5. The spatiotemporal fusion method based on optical flow-guided diffusion model according to claim 4, characterized in that, For the input features of each encoder layer, optical flow pooling is first performed to the corresponding scale, and 3×3 convolution is applied to adjust the features before they are injected into the current feature map.

6. The spatiotemporal fusion method based on optical flow-guided diffusion model according to claim 1, characterized in that, The optical flow estimation process is as follows: C is estimated using bilinear interpolation. P Upsampling is performed, and thinning is done using an edge-preserving smoothing filter. This pseudo-image shares the same spatial resolution as F0 and is able to achieve the desired result in a t-value. p Estimating optical flow in situations where high-resolution observation data is lacking.

7. The spatiotemporal fusion method for diffusion models based on optical flow guidance according to claim 1, characterized in that, The pseudo-high resolution image F in step 2 P1 The construction process is as follows: using C P The upsampling result is used as the initial value, and iterative optimization is performed to maintain C at low frequencies. P The radiation trend is observed, while maintaining a gradient structure similar to F0 in the edge region, resulting in a pseudo-fine resolution image F. P1 .
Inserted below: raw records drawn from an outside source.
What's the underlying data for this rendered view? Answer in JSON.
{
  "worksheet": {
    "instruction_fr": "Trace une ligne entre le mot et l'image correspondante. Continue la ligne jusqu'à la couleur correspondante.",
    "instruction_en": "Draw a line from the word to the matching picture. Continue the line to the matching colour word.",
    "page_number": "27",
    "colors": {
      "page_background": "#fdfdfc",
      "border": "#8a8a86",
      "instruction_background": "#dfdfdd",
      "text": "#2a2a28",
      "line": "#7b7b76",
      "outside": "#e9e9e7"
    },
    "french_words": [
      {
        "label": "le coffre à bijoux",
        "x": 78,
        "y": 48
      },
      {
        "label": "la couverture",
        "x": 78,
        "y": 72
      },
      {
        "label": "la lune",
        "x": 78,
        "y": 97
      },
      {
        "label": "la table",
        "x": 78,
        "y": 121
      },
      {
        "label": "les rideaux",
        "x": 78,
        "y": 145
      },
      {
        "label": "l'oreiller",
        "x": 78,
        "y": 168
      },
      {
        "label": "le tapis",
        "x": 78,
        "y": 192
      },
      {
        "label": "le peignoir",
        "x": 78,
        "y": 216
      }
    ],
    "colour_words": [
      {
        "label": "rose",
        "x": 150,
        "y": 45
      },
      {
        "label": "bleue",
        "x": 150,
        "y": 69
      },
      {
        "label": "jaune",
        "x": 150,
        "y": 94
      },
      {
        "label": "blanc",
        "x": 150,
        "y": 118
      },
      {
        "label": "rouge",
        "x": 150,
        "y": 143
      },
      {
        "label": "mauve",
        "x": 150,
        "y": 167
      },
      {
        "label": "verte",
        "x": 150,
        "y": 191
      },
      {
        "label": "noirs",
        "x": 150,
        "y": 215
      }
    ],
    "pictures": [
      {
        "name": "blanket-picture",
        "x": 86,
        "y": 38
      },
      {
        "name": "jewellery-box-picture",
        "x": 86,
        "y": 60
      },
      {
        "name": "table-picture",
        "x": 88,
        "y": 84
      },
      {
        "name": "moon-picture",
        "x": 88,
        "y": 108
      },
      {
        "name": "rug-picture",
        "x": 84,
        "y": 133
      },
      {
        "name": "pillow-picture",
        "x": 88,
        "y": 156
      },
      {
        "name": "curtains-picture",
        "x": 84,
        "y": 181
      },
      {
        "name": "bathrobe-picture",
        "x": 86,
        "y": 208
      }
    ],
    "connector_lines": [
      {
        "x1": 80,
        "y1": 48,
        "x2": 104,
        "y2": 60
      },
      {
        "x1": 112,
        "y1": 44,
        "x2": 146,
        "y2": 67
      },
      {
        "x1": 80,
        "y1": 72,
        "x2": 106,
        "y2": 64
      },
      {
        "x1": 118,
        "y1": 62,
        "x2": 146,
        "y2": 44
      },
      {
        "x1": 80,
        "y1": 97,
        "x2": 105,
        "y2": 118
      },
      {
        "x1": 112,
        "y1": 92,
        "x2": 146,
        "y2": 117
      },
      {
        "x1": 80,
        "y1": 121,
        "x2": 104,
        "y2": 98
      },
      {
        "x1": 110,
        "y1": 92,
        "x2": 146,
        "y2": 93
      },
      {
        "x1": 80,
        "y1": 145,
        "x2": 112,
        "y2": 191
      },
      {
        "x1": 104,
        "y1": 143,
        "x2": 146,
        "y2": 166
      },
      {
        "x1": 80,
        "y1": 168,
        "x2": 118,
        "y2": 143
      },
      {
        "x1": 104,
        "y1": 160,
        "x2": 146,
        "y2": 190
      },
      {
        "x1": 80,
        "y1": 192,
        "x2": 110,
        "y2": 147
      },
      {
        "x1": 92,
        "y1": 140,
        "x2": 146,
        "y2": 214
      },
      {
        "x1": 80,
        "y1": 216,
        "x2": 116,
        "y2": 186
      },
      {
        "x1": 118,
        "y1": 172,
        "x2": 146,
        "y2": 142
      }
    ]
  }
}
8. A spatiotemporal fusion system based on optical flow-guided diffusion models, used to execute the spatiotemporal fusion method based on optical flow-guided diffusion models according to any one of claims 1-6, characterized in that, include: Optical flow estimation module: for F0 and F P1 Estimate the target-scale optical flow U; Confidence assessment module: Calculates the optical flow confidence map conf based on gradient consistency, and filters the target-scale optical flow U based on conf to obtain robust optical flow U*; Multi-scale feature injection module: downsamples U* to the spatial scale corresponding to each encoder layer of the diffusion network, and after convolutional encoding, performs residual fusion with the feature map of the current layer; Conditional diffusion fusion module: based on F0, C0, C P U* is the conditional input, and the initial fused image F is generated through progressive denoising. P2 ; Residual refinement module: F P2 With upsampling C P After stitching, predict the high-frequency residual map and output the final fused image F. P .

9. The spatiotemporal fusion system based on optical flow-guided diffusion model according to claim 8, characterized in that, The confidence assessment module is designed with a gradient-based confidence estimation module (GFC). GFC measures the intensity of local changes by calculating the spatial gradients of two-dimensional optical flow, horizontal optical flow, and vertical optical flow.

10. The spatiotemporal fusion system based on optical flow-guided diffusion model according to claim 8, characterized in that, The multi-scale feature injection module injects the flow estimate corresponding to each encoder scale into the feature channel, maintaining spatial correspondence and displacement trend throughout the encoding process, from fine-grained to coarse-grained scales.